Location: Saint Paul, Minnesota
 

The new Minnesota Museum of American Art (The M), through its adaptive reuse of historically significant 19th-century buildings, socially reinvigorates the blighted and neglected former commercial heart of downtown St. Paul. Situated within a culturally and racially diverse midwestern city, the Museum’s mission explores the “diversity of American identities” and experiences through art. The museum leverages the dynamism of its location with its complex layers of past occupations to support the museum’s new mission. Endowed with a significant 130-year-old collection and its legacy of public educational programs, the museum’s contemporary agenda is now intertwined with the site’s history.

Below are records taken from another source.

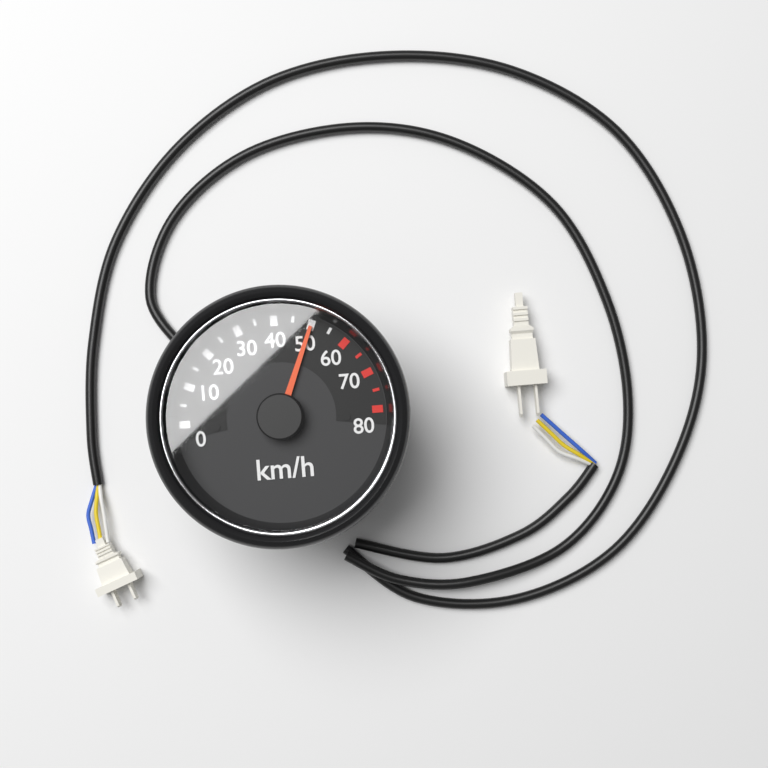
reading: 50 km/h
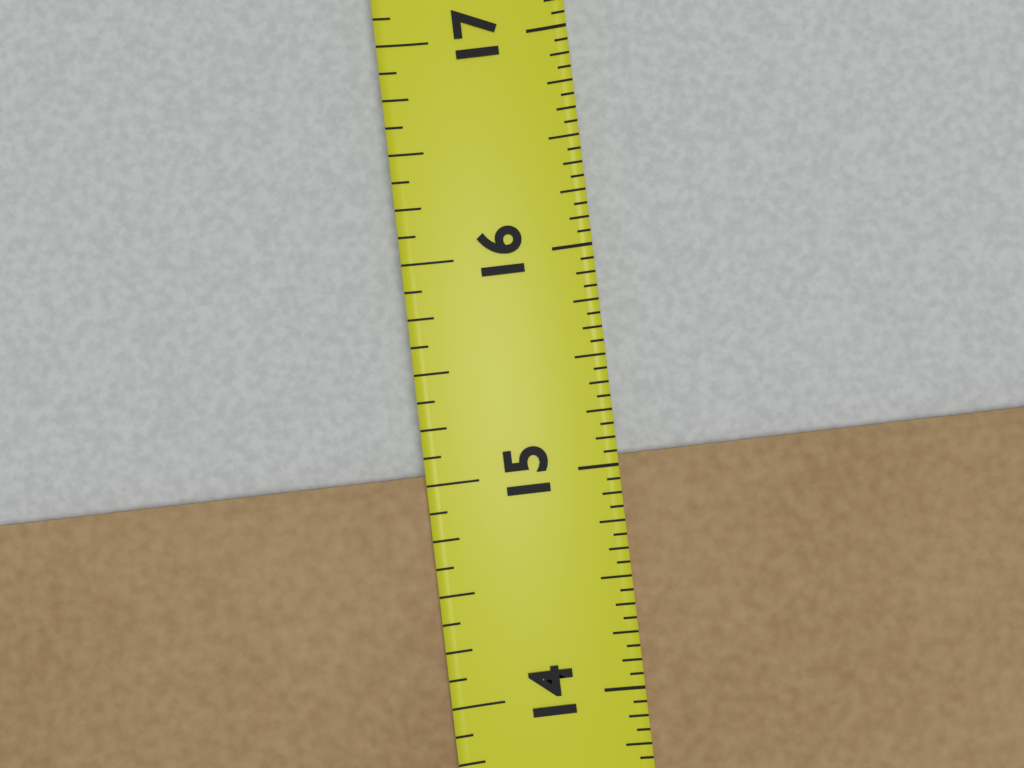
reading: 15.0625 in
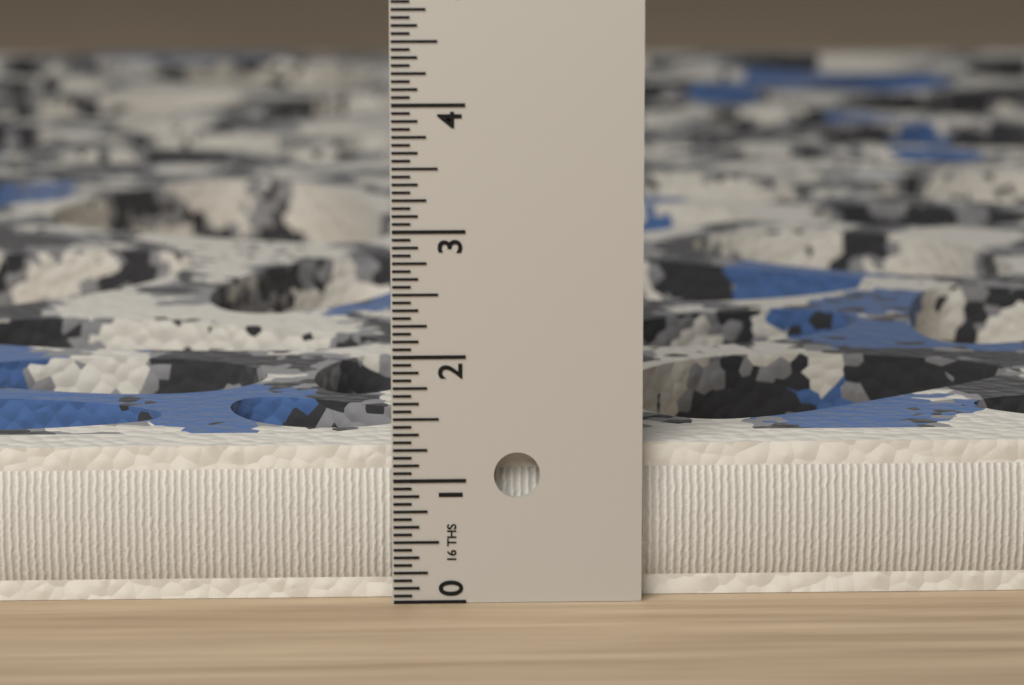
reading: 1.2500 in
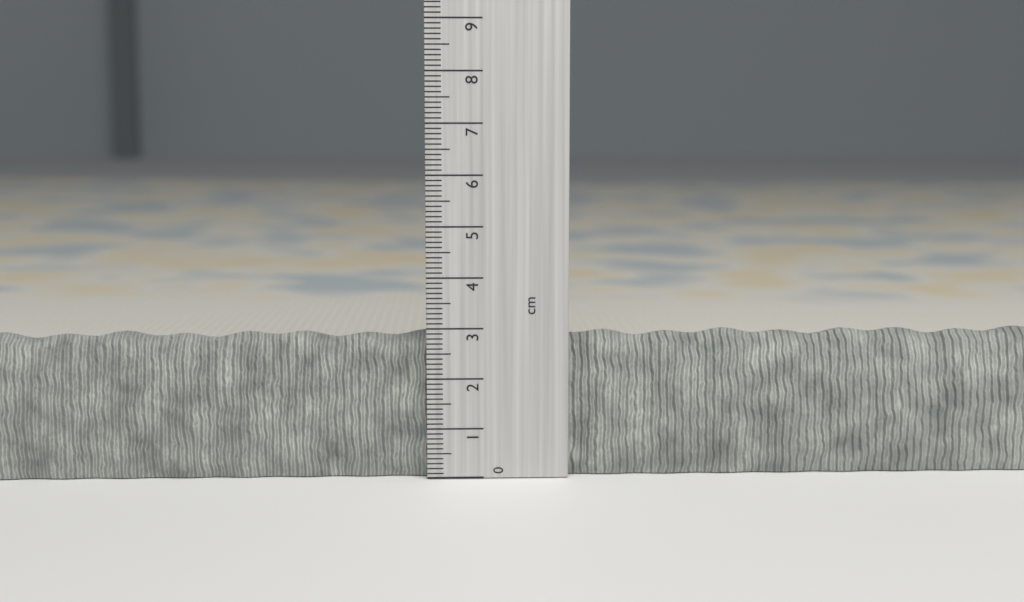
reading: 2.9 cm
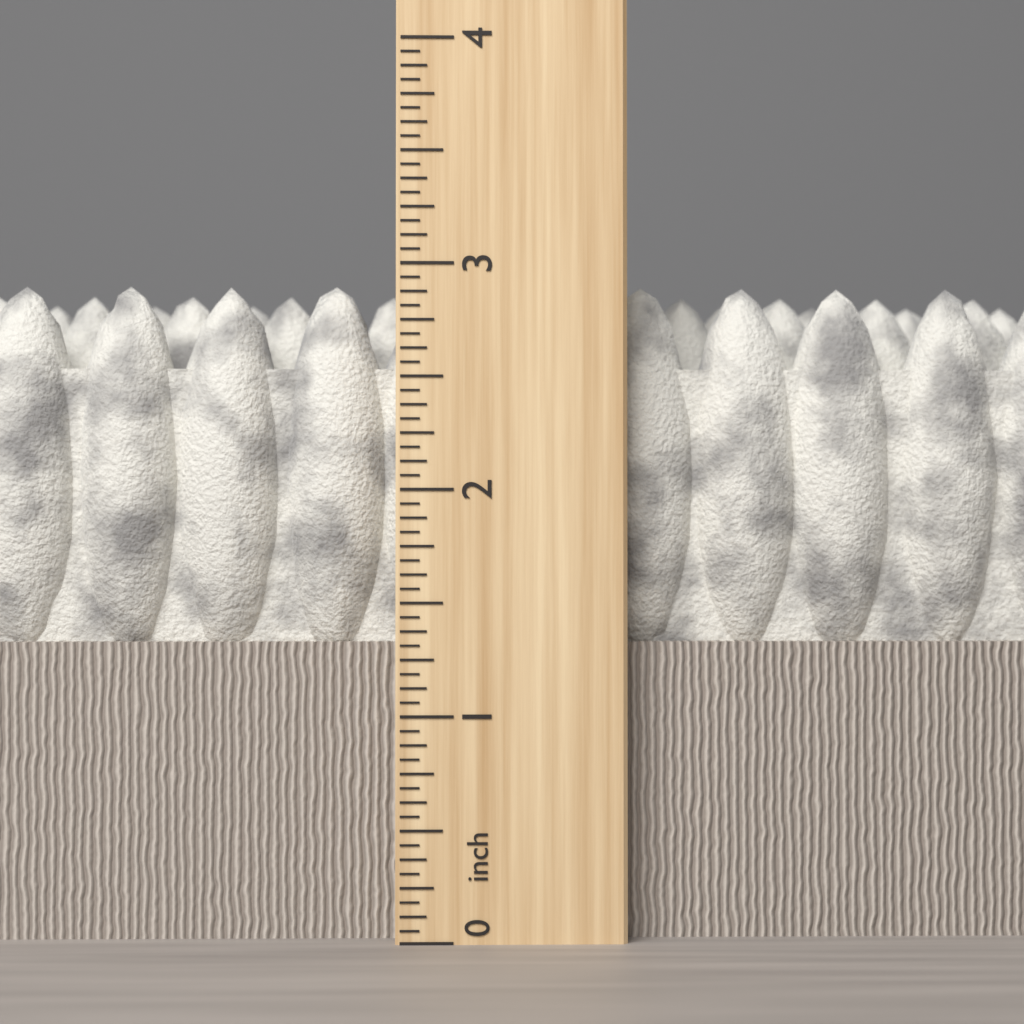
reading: 2.9375 inch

The layered qualities of this urban retail block with its embedded interiorized multilevel streets and alley; connect the museum's public spaces back to the city street. The “Art Block“ concept expanded the museum’s vision for outreach and social activation to include the branding of neighboring tenant and residential spaces within the perimeter block of the Pioneer-Endicott complex. The museum overlaps both the Endicott and Pioneer buildings, residing below former offices now converted into housing and a newly activated second level skyway retail space. 

A two-story skylit public space within a former coal yard is crossed by an overhead glass bridge used for access and people watching; interconnecting the 1960’s skyway system above with the 19th century street entry and commercial arcade below. The design recognized the value of Cass Gilbert’s original model of the Paris Arcades with its creative activation of social space. The main permanent collections galleries recreates an arcade-like flow of public space with a restoration of the stained glass arcade ceiling at the center. The sensory rhythm and cross-flow of people reimagines a historic retail street as a space for spontaneous social connection while encouraging a new culture of flânerie.